[Dataset excerpts]
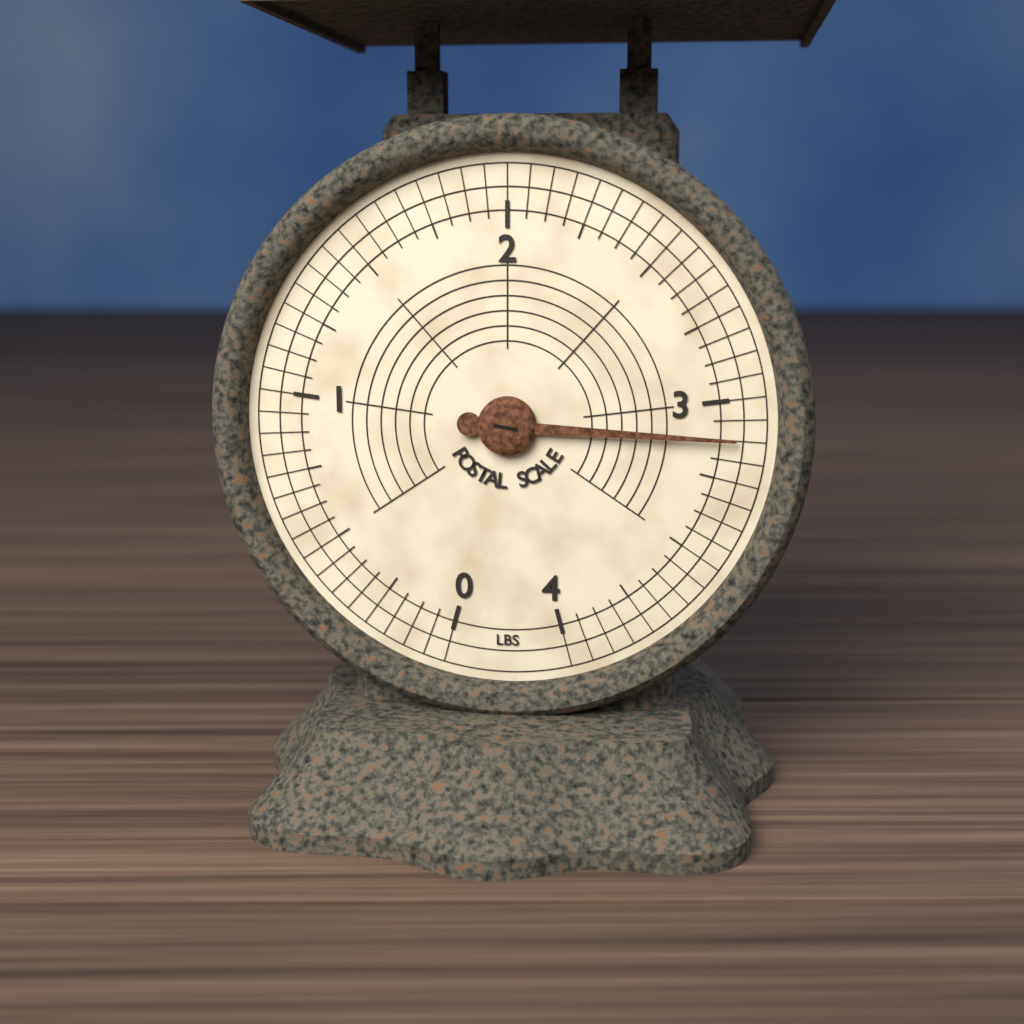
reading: 3.1250 lbs
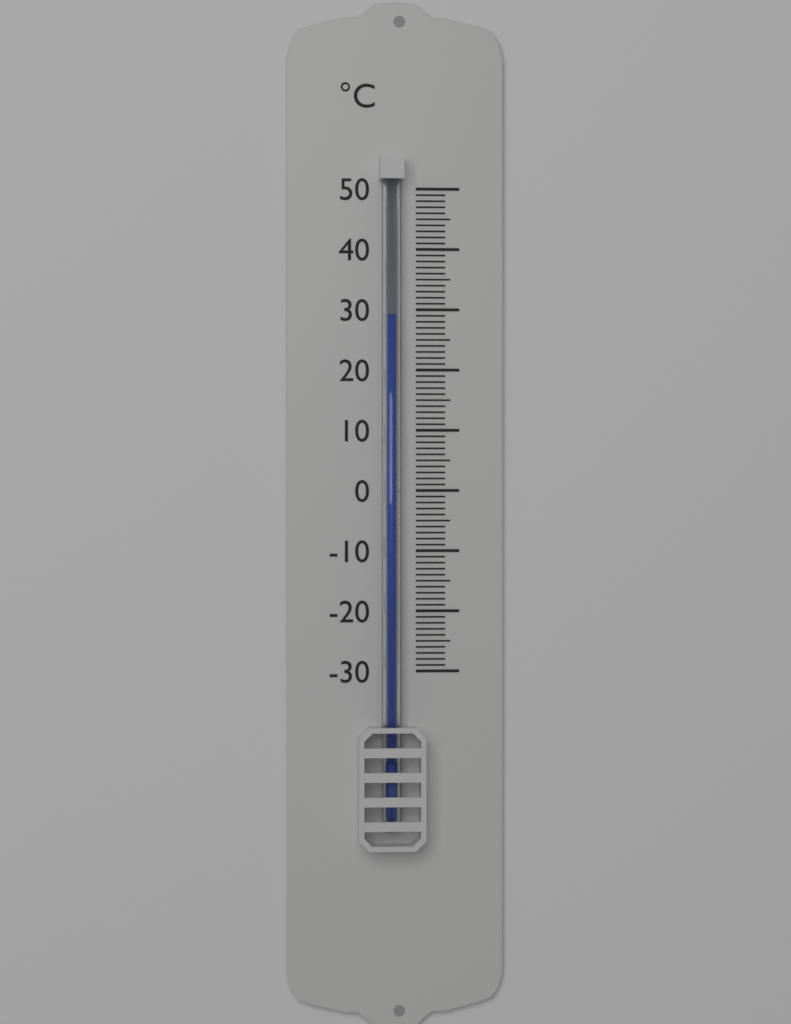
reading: 29 °C
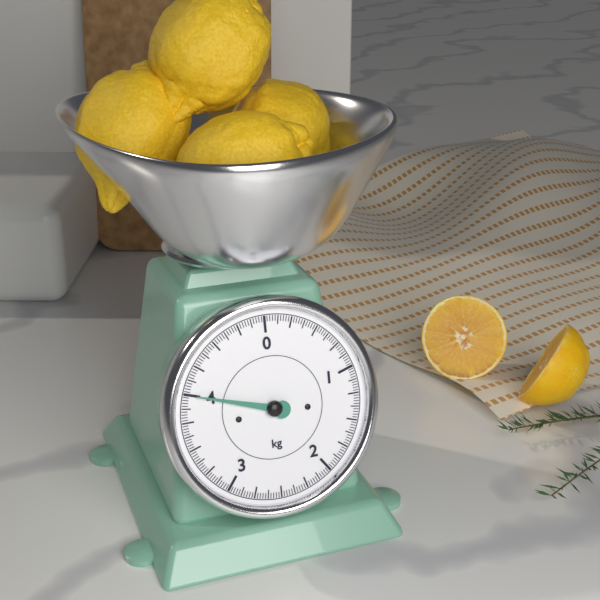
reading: 4.000 kg
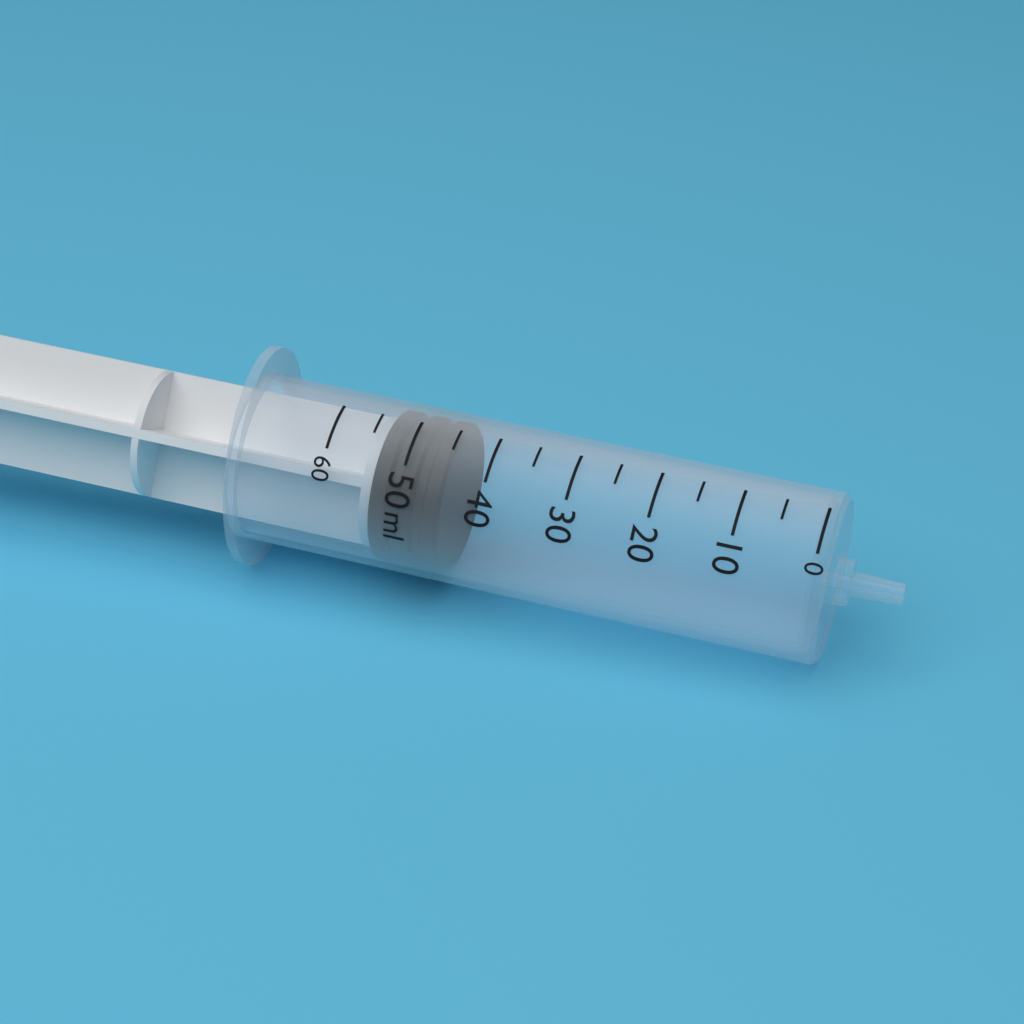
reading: 45 ml
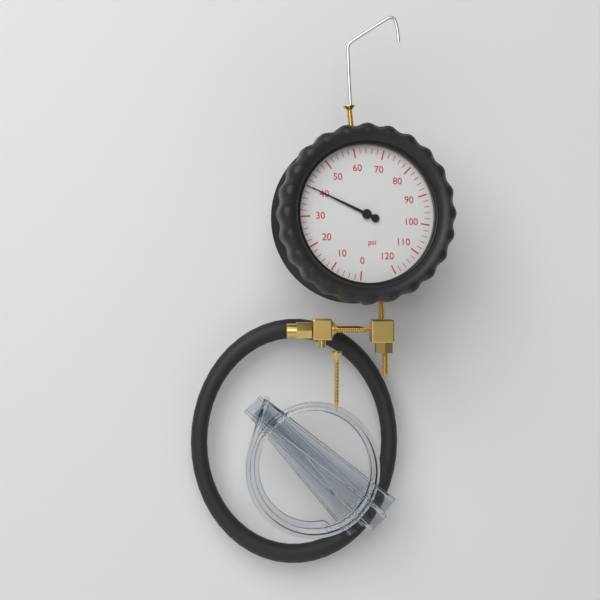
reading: 40 psi
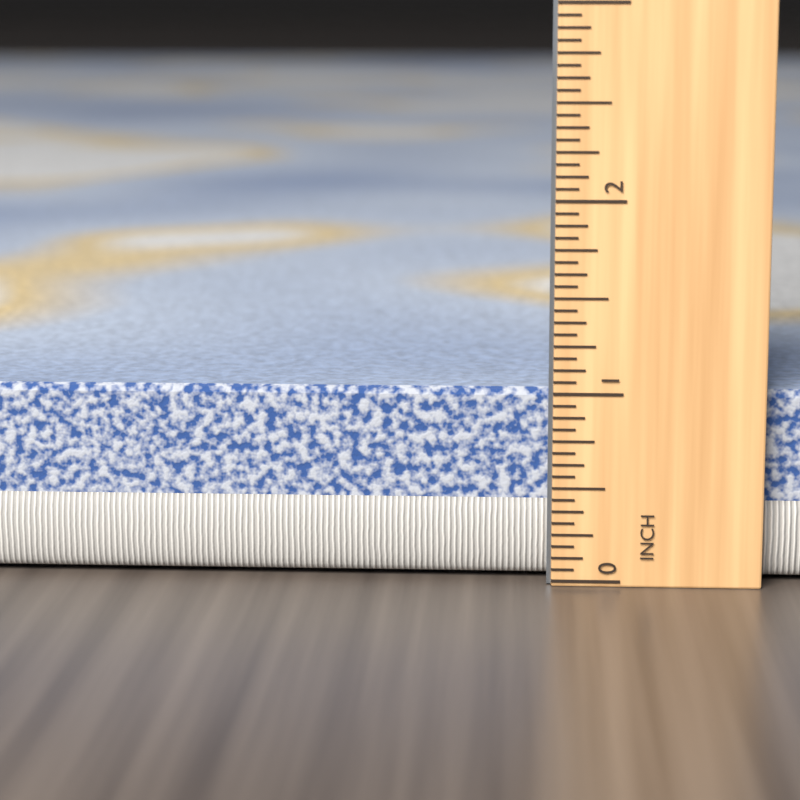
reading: 1.0000 in
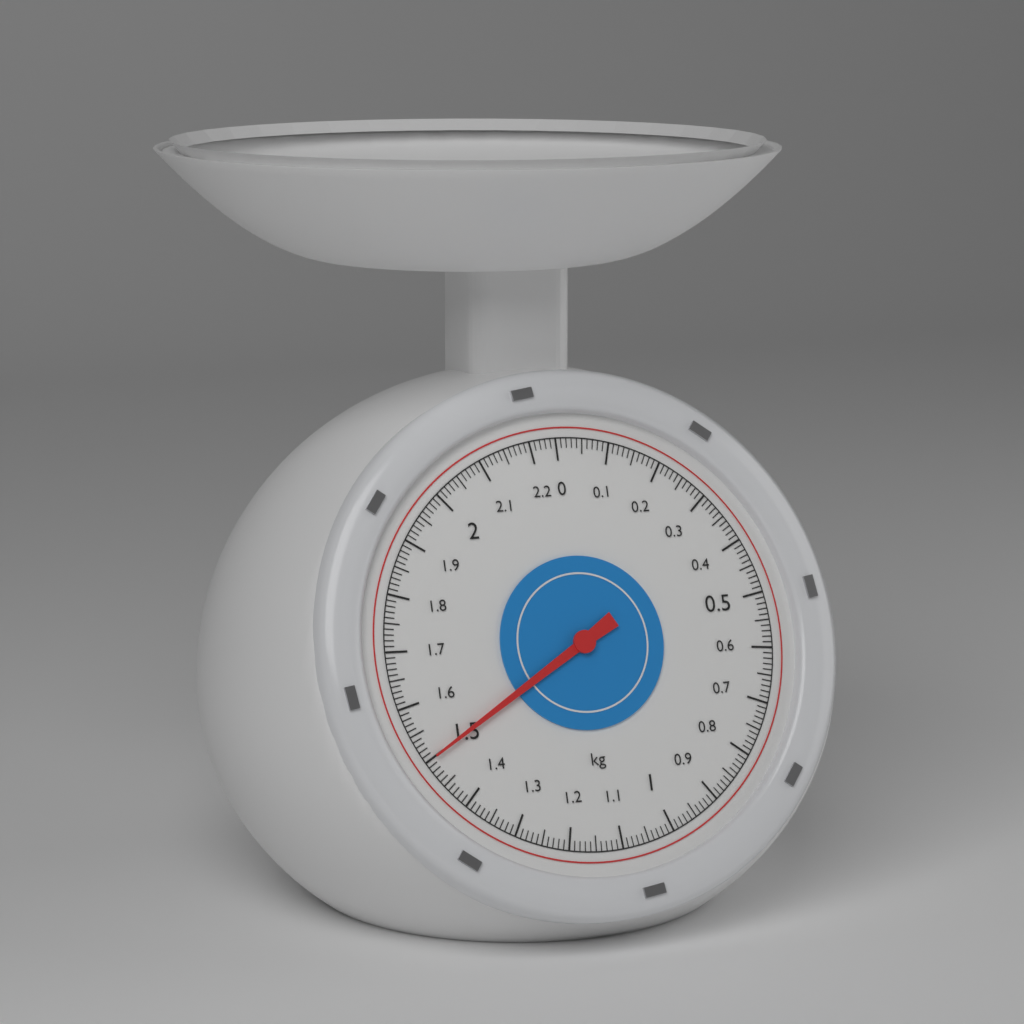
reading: 1.50 kg
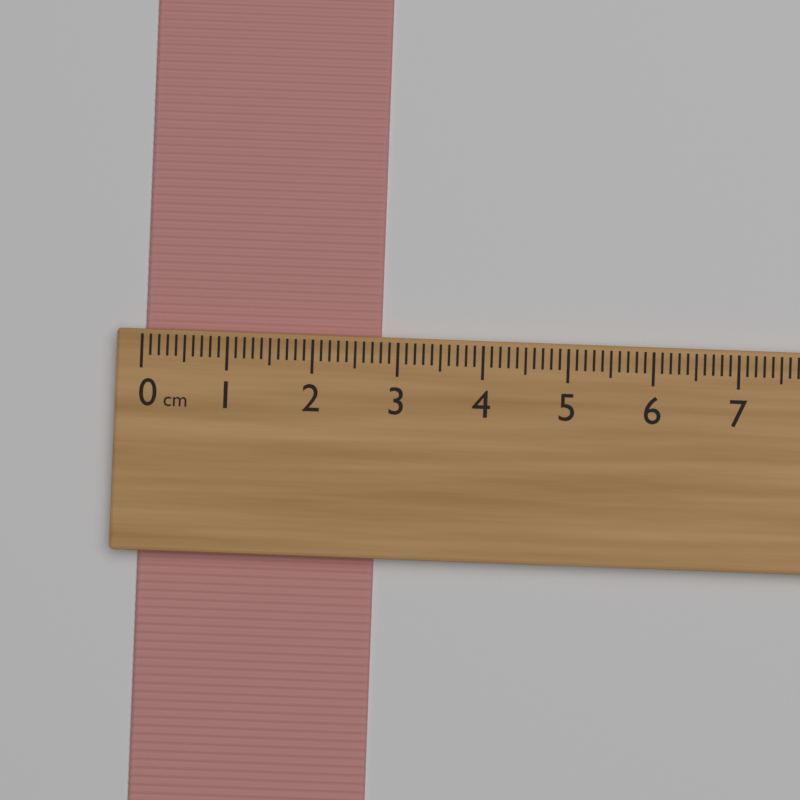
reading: 2.8 cm
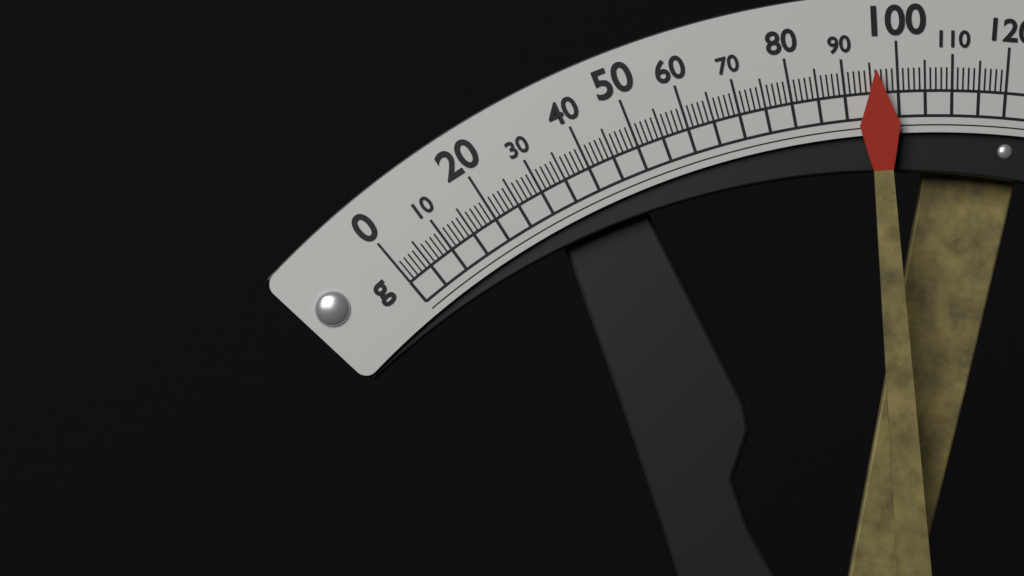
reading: 96 g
[/Dataset excerpts]
*Work instruction*
Exact repetition of the data is needed, with no images retained.

*Written solution*
reading: 3.1250 lbs
reading: 29 °C
reading: 4.000 kg
reading: 45 ml
reading: 40 psi
reading: 1.0000 in
reading: 1.50 kg
reading: 2.8 cm
reading: 96 g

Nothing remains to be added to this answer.